948.7
Japanese Higher Education's Fragility: Bureaucracy and Risk's Dialectic

Tuesday, July 15, 2014: 6:42 PM
Room: Booth 52
Oral Presentation
William BRADLEY , Intercultural Communication, Ryukoku University, Otsu, Shiga, Japan
The scope of risks facing Japanese higher education institutions stems from both local conditions and global developments.  Among the local factors are the steady decline of the 18-year-old population, difficulties in establishing internationalized programs to attract more foreign students, government disinclination to increase funding due to high deficits, strong linkages with vocational orientations and post-graduate employment guarantees, and underdeveloped graduate school education.  Other more global risks include the growth in online education, for example MOOCs, administrative overload as a result of expanding academic and non-academic functions of universities, and challenges resulting from the trilemma (Kariya, 2011) of costs, equality of opportunity, and quality assurance.

Strong central bureaucratic management by the Ministry of Education (MEXT) is a notable feature of Japanese higher education in the form of shido (guidance), so that, for example, universities must follow stringent guidelines to implement new programs and create new departments.  In addition to this layer of administrative control from outside and above, many universities rotate management positions within the organization.  Insiders who have worked for long periods in the same university often become presidents, vice presidents, deans and heads of centers, and top administrators.  The emphasis on strong administrative stability entails that risk is customarily dealt with from a defensive posture, i.e. risks are preempted wherever possible by lengthy discussion and delays in action.  A recent example was the discussion at Tokyo University of changing the start of the academic calendar, reported with much fanfare in the media, to the autumn to match many other countries, which, after much consideration, was deemed too radical.

In the paper, I analyze the admixture of a strong bureaucratic management facing risks to higher education in a dialectic relation whereby the risks threaten to become more ad-hoc and unpredictable by failure to act in a timely manner.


What you are asked to do — Copy out all the lines of the data that hold the word "screenshot".

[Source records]

====

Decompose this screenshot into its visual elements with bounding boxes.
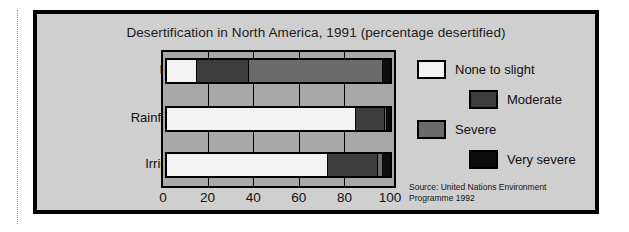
legend-item-severe: Severe	[417, 120, 496, 139]
bar-segment-none-to-slight	[165, 152, 328, 178]
source-note-line-1: Source: United Nations Environment	[409, 182, 599, 193]
legend-swatch-moderate	[469, 90, 498, 109]
bar-segment-very-severe	[383, 58, 392, 84]
page-margin-rule	[17, 10, 18, 224]
bar-segment-none-to-slight	[165, 106, 356, 132]
x-tick-40: 40	[246, 190, 261, 205]
legend-label-moderate: Moderate	[507, 92, 562, 107]
bar-segment-moderate	[328, 152, 378, 178]
legend-swatch-none-to-slight	[417, 60, 446, 79]
x-tick-80: 80	[337, 190, 352, 205]
plot-area	[161, 50, 396, 188]
legend-swatch-severe	[417, 120, 446, 139]
bar-segment-none-to-slight	[165, 58, 197, 84]
legend-item-moderate: Moderate	[469, 90, 562, 109]
bar-segment-very-severe	[383, 152, 392, 178]
bar-segment-moderate	[197, 58, 249, 84]
x-tick-20: 20	[200, 190, 215, 205]
bar-row	[165, 152, 392, 178]
chart-figure: Desertification in North America, 1991 (…	[33, 10, 599, 214]
legend-swatch-very-severe	[469, 150, 498, 169]
legend-item-very-severe: Very severe	[469, 150, 576, 169]
x-tick-0: 0	[159, 190, 167, 205]
bar-row	[165, 58, 392, 84]
legend-item-none-to-slight: None to slight	[417, 60, 535, 79]
plot-wrapper	[161, 50, 396, 188]
legend-label-none-to-slight: None to slight	[455, 62, 535, 77]
x-tick-100: 100	[379, 190, 402, 205]
x-axis-tick-labels: 0 20 40 60 80 100	[161, 190, 396, 208]
legend-label-very-severe: Very severe	[507, 152, 576, 167]
legend-label-severe: Severe	[455, 122, 496, 137]
chart-title: Desertification in North America, 1991 (…	[37, 25, 595, 40]
bar-segment-severe	[249, 58, 383, 84]
bar-segment-moderate	[356, 106, 386, 132]
x-tick-60: 60	[291, 190, 306, 205]
bar-row	[165, 106, 392, 132]
chart-legend: None to slight Moderate Severe Very seve…	[417, 58, 597, 176]
source-note-line-2: Programme 1992	[409, 193, 599, 204]
source-note: Source: United Nations Environment Progr…	[409, 182, 599, 204]
bar-segment-very-severe	[387, 106, 392, 132]
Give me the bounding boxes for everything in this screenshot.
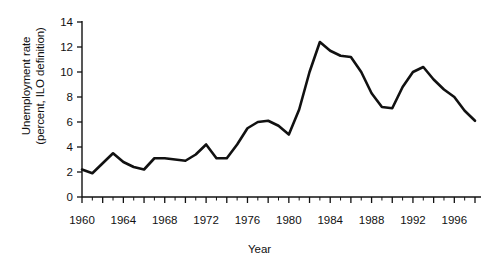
y-tick-label: 6	[67, 116, 73, 128]
y-tick-label: 14	[60, 16, 73, 28]
y-tick-group: 02468101214	[60, 16, 82, 203]
chart-figure: Unemployment rate (percent, ILO definiti…	[0, 0, 501, 272]
x-tick-label: 1980	[276, 214, 302, 226]
x-tick-label: 1976	[235, 214, 261, 226]
y-tick-label: 12	[60, 41, 73, 53]
x-tick-label: 1964	[111, 214, 137, 226]
x-tick-label: 1968	[152, 214, 178, 226]
y-tick-label: 4	[67, 141, 74, 153]
plot-area: 02468101214 1960196419681972197619801984…	[0, 0, 501, 272]
x-tick-label: 1996	[442, 214, 468, 226]
y-tick-label: 8	[67, 91, 73, 103]
y-tick-label: 10	[60, 66, 73, 78]
y-tick-label: 0	[67, 191, 73, 203]
y-tick-label: 2	[67, 166, 73, 178]
x-tick-label: 1992	[400, 214, 426, 226]
series-line-unemployment-rate	[82, 42, 475, 173]
x-tick-label: 1988	[359, 214, 385, 226]
x-tick-label: 1984	[317, 214, 343, 226]
x-tick-label: 1960	[69, 214, 95, 226]
x-tick-label: 1972	[193, 214, 219, 226]
x-tick-group: 1960196419681972197619801984198819921996	[69, 197, 475, 226]
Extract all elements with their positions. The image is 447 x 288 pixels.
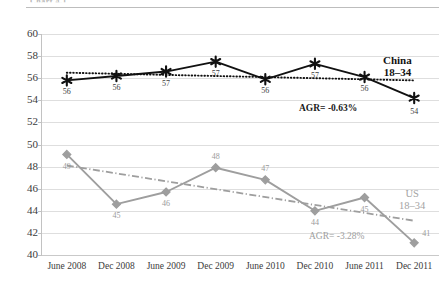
data-point-value-label: 44 — [305, 218, 325, 227]
data-point-marker — [410, 93, 419, 103]
legend-us: US 18–34 — [399, 188, 425, 212]
y-tick-label: 42 — [14, 226, 38, 238]
series-canvas — [42, 34, 439, 255]
data-point-value-label: 54 — [404, 107, 424, 116]
chart-root: Chart 4.1 565657575657565449454648474445… — [0, 0, 447, 288]
x-tick-label: Dec 2011 — [374, 261, 447, 271]
data-point-marker — [162, 188, 170, 196]
data-point-value-label: 41 — [416, 229, 436, 238]
data-point-value-label: 45 — [106, 211, 126, 220]
data-point-value-label: 47 — [255, 164, 275, 173]
y-tick-label: 44 — [14, 204, 38, 216]
y-tick-label: 48 — [14, 160, 38, 172]
plot-area: 56565757565756544945464847444541 — [42, 34, 439, 255]
legend-china-line2: 18–34 — [383, 66, 412, 78]
data-point-value-label: 56 — [255, 86, 275, 95]
data-point-value-label: 57 — [305, 71, 325, 80]
data-point-value-label: 56 — [106, 83, 126, 92]
y-tick-label: 58 — [14, 49, 38, 61]
data-point-value-label: 56 — [355, 84, 375, 93]
y-tick-label: 46 — [14, 182, 38, 194]
y-tick-mark — [38, 255, 42, 256]
y-tick-label: 60 — [14, 27, 38, 39]
y-tick-label: 50 — [14, 138, 38, 150]
cropped-header-text: Chart 4.1 — [30, 0, 67, 6]
gridline — [42, 255, 439, 256]
annotation-agr-china: AGR= -0.63% — [299, 103, 357, 113]
legend-us-line2: 18–34 — [399, 200, 425, 212]
data-point-marker — [212, 164, 220, 172]
y-tick-label: 52 — [14, 115, 38, 127]
data-point-value-label: 46 — [156, 199, 176, 208]
annotation-agr-us: AGR= -3.28% — [309, 231, 365, 241]
data-point-value-label: 49 — [57, 162, 77, 171]
legend-us-line1: US — [399, 188, 425, 200]
y-tick-label: 56 — [14, 71, 38, 83]
data-point-value-label: 45 — [355, 205, 375, 214]
legend-china-line1: China — [383, 54, 412, 66]
y-tick-label: 40 — [14, 248, 38, 260]
y-tick-label: 54 — [14, 93, 38, 105]
legend-china: China 18–34 — [383, 54, 412, 79]
data-point-value-label: 48 — [206, 152, 226, 161]
data-point-value-label: 57 — [156, 79, 176, 88]
data-point-value-label: 57 — [206, 69, 226, 78]
header-divider-rule — [26, 7, 439, 8]
data-point-value-label: 56 — [57, 87, 77, 96]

====

Solution —
Decompose this screenshot into its visual elements with bounding boxes.
Give me the bounding boxes for everything in this screenshot.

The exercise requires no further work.